Gastrointestinal (GI) manifestations and transmission of SARS-COV-2 in COVID-19: evidence of GI infection and transmission of the novel coronavirus.

image courtesy of Christian Dorn via pixabay.com
Studies in BioRxiv are reporting that the GI route is a potential site of infection and possible transmission to others. One study reports on the presence of virus entry receptors on enterocytes (cells lining the GI tract). Others say that patients have complained of abdominal pain, vomiting, or diarrhea even prior to other symptoms of COVID-19. Even the initial US case reported GI symptoms at the onset of his illness.
If these reports are borne out, then the implications for diagnosis, treatment, and prevention of infection with the new virus are significant. GI symptoms should be added to the checklist of potential diagnostic signs: fever, headache, sore throat, runny nose, cough, tightness or pain in the chest, and difficulty breathing (dyspnea).
Sanitary precautions may be added to the public health workload. Fortunately, since the removal of the pump handle from the Broad Street well in London in 1854, we have made broad strides in the prevention of enteric (GI) infection spread.
By the way, I have been doing a little light reading in the evenings: “Ghost Map” (2007) is a book on the epidemic of cholera in London in 1854. John Snow was a pioneering anesthesiologist and experimentalist who gave a new anesthetic, the first ever, to Queen Victoria during her confinement with her eighth child. He discovered and proved that cholera was spread by water. The water in question was contaminated with stool from infected patients.
Despite having proven the water-borne nature of cholera, Snow was unable to see the offending bacterium under his primitive microscope. An Italian scientist had been studying the disease, and he was the first to find Vibrio cholera in his microscope. To do so, he took intestinal specimens from dead cholera victims and stained them to increase the bacteria’s contrast (make them stand out from unstained tissue). He found a series of small, comma-shaped dots in the intestinal mucosa which he did not find in the intestines of patients who had died from other causes. He wrote a report, which was in Italian and was generally ignored. John Snow died without ever hearing that the actual bacteria causing the infection he had successfully controlled had been seen.
At the time of the story, the “water closet” (the toilet as we call it in the US) was an innovative fashion which helped reduce the odor problem in English households of means. To make a long story short, open pit latrines (outhouses) had been the standard practice for disposal of solid waste from human defecation (taking a shit).
The cost of emptying cesspools (the open pits) made for a perverse incentive for London landlords: rather than pay the removal crews, they simply allowed the cesspool overflow to accumulate in the cellar. Once removed from the cesspool, the piles of stool were carted out to farms outside of London. The length of the trips and the noisome exposures of the removal crews made for a good rate of pay, too good for the penny-pinching landlords.
The solution was almost worse than the problem: the new water-closets emptied into sewers which were originally designed for storm water runoff, not human waste disposal. The sewers drained into the Thames river. Once the new water closets were hooked up, the drainage of human waste into the river destroyed what had been a productive fishery and created a foul, nasty-smelling river Thames.
I haven’t yet reached the point in the book where the solution to the Thames pollution problem is laid out. I can’t wait to go back to my recreational reading.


**Activity:**
When the line containing "pyautogui.click(x=<x>, y=<y>)" appears in the entries below, begin printing there and stop after the line containing "The width and height of the screenshot is (1395, 705)."; print each of those lines exactly and no other line.

Stored data entries:
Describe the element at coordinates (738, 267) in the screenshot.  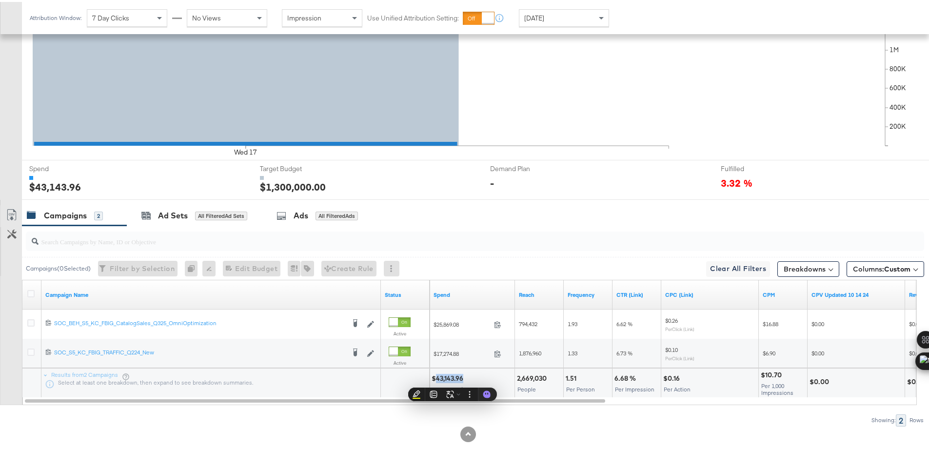
I see `button: Clear All Filters` at that location.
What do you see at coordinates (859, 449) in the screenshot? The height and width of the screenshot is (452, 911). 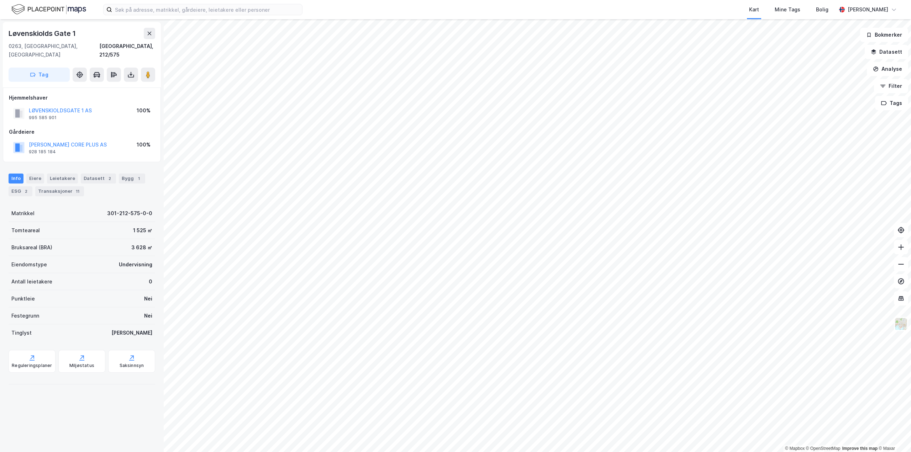 I see `a: Improve this map` at bounding box center [859, 449].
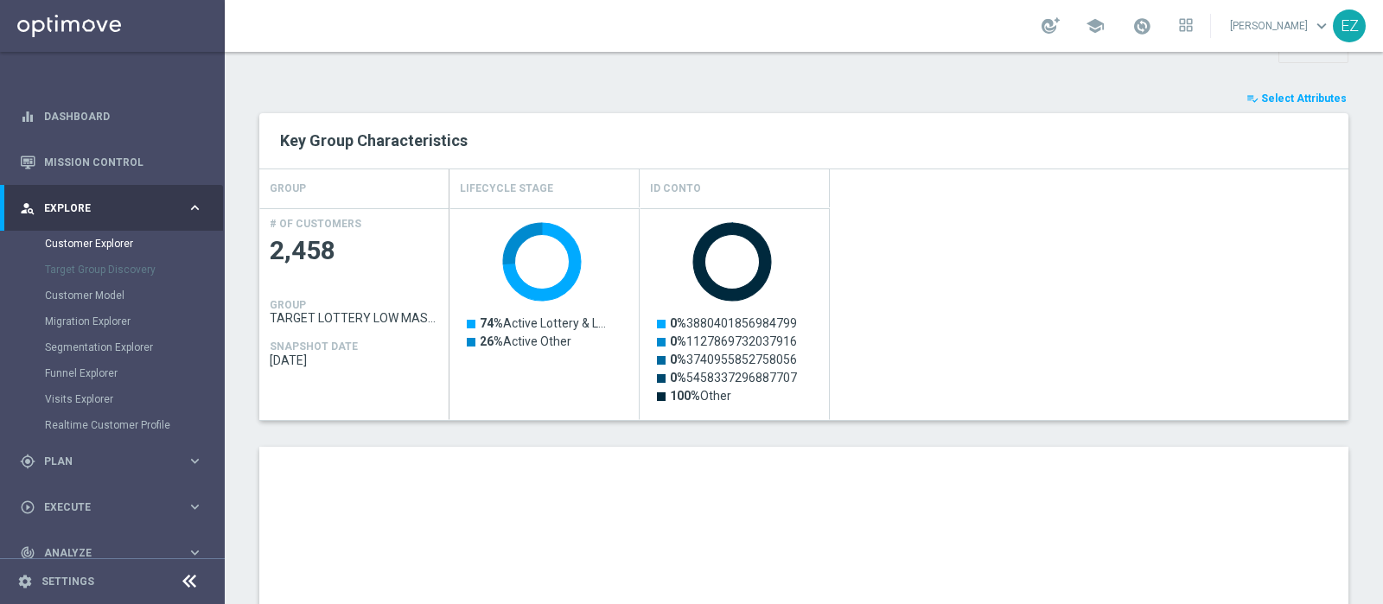 The height and width of the screenshot is (604, 1383). What do you see at coordinates (112, 244) in the screenshot?
I see `a: Customer Explorer` at bounding box center [112, 244].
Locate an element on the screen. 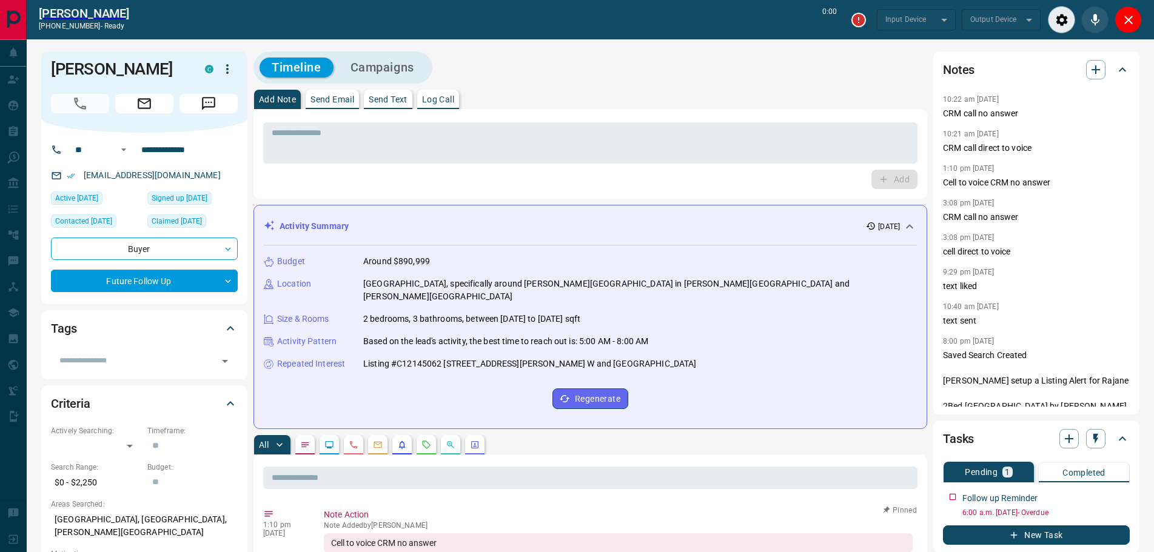  svg: Requests is located at coordinates (426, 445).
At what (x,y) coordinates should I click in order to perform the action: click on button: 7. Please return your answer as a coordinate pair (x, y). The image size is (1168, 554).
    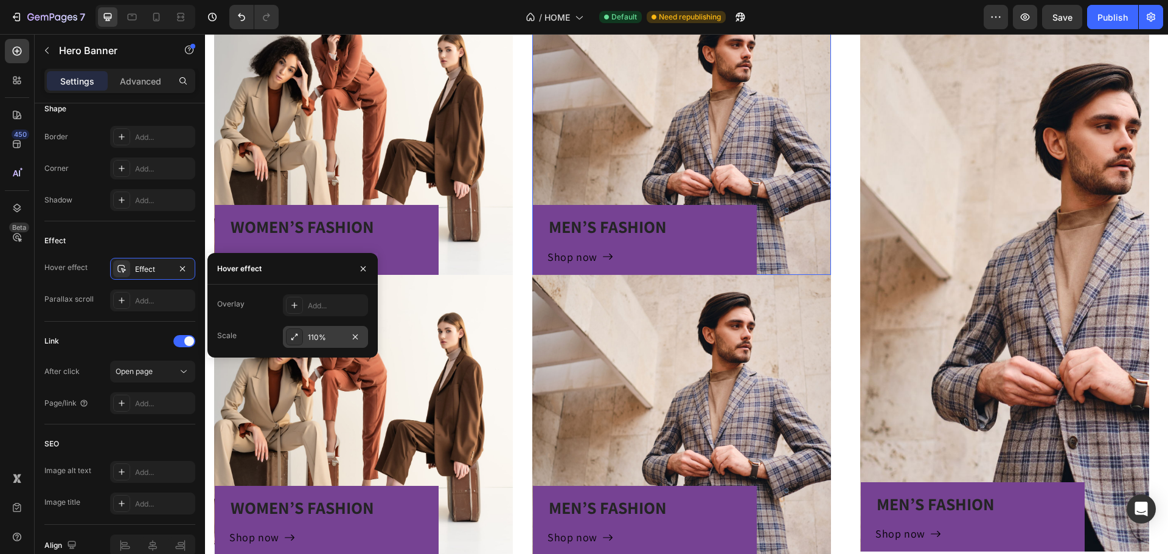
    Looking at the image, I should click on (47, 17).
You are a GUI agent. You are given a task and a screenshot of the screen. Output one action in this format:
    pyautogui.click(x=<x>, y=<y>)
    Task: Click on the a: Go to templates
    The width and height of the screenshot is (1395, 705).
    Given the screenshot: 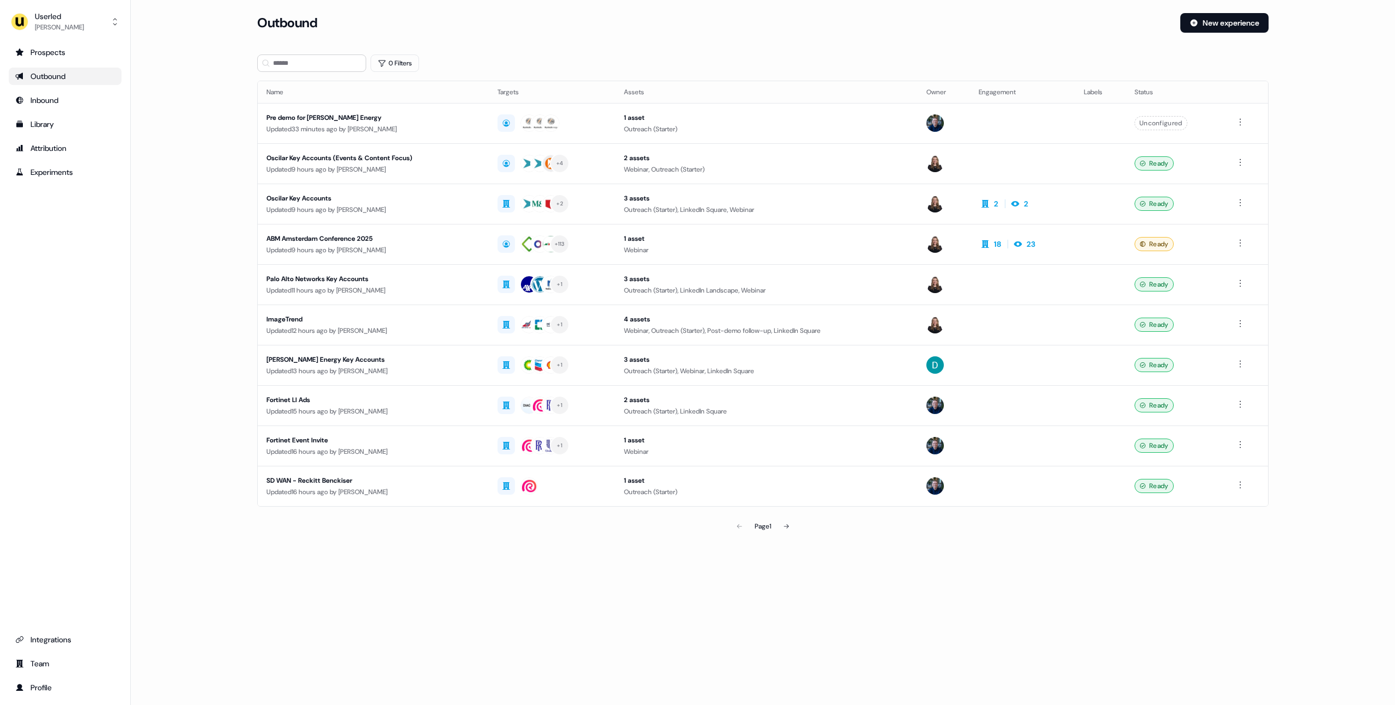 What is the action you would take?
    pyautogui.click(x=65, y=124)
    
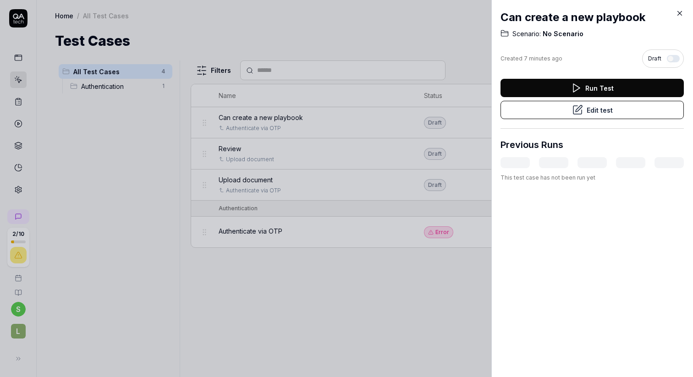 This screenshot has width=693, height=377. Describe the element at coordinates (532, 145) in the screenshot. I see `h3: Previous Runs` at that location.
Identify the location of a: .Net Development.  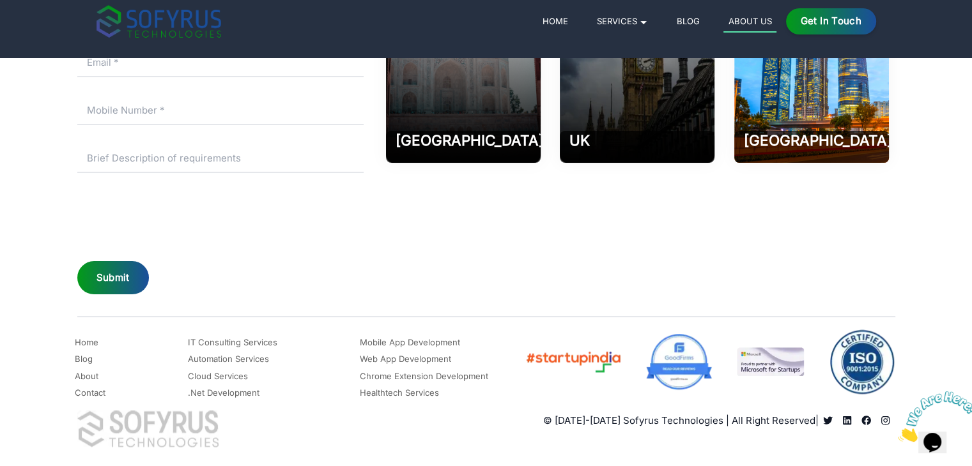
(224, 393).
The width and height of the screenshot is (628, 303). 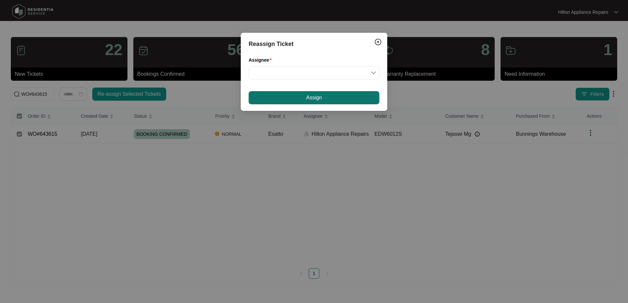 I want to click on span: Assign, so click(x=314, y=98).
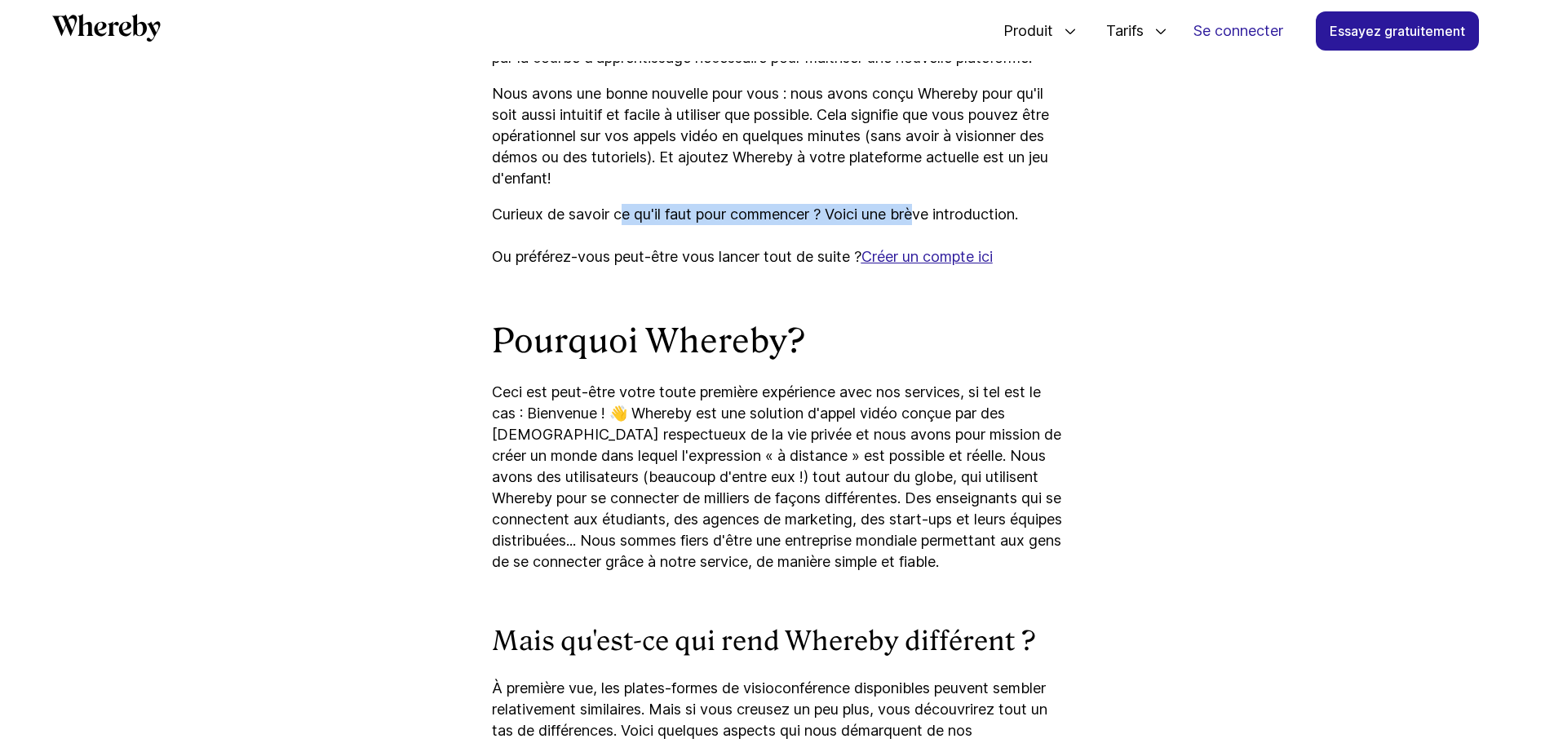 Image resolution: width=1554 pixels, height=743 pixels. I want to click on font: Ou préférez-vous peut-être vous lancer tout de suite ?, so click(676, 256).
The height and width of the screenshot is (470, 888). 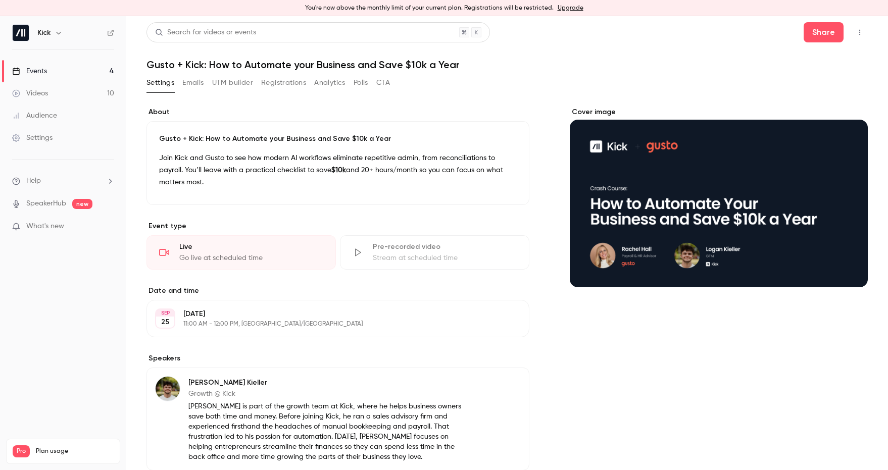 What do you see at coordinates (21, 451) in the screenshot?
I see `span: Pro` at bounding box center [21, 451].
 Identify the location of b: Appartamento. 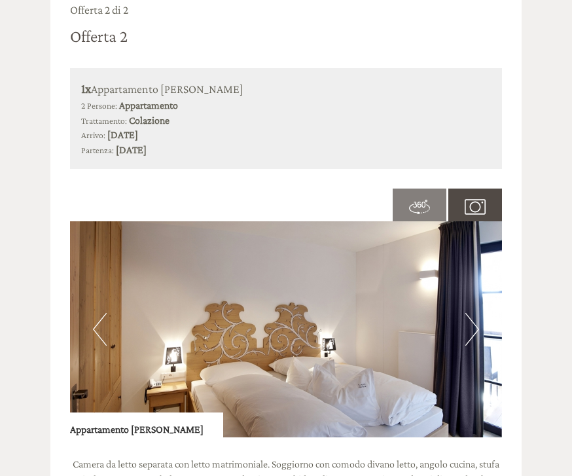
(149, 105).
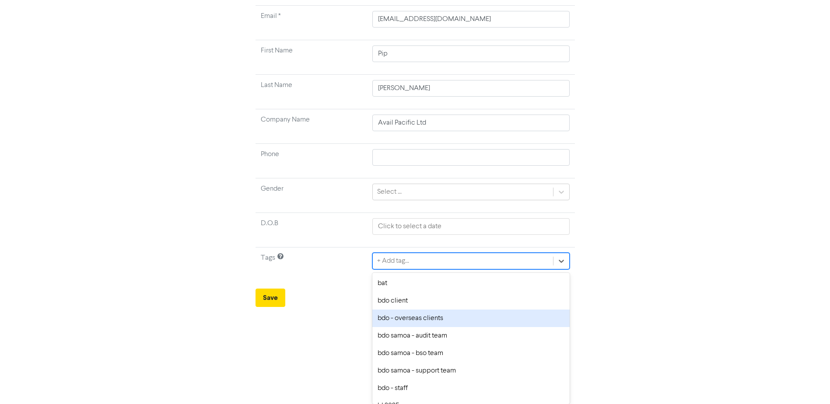  Describe the element at coordinates (471, 283) in the screenshot. I see `div: bat` at that location.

**Answer for the task:**
    pyautogui.click(x=<x>, y=<y>)
    Task: Click on the a: Go to templates
    The width and height of the screenshot is (1395, 705).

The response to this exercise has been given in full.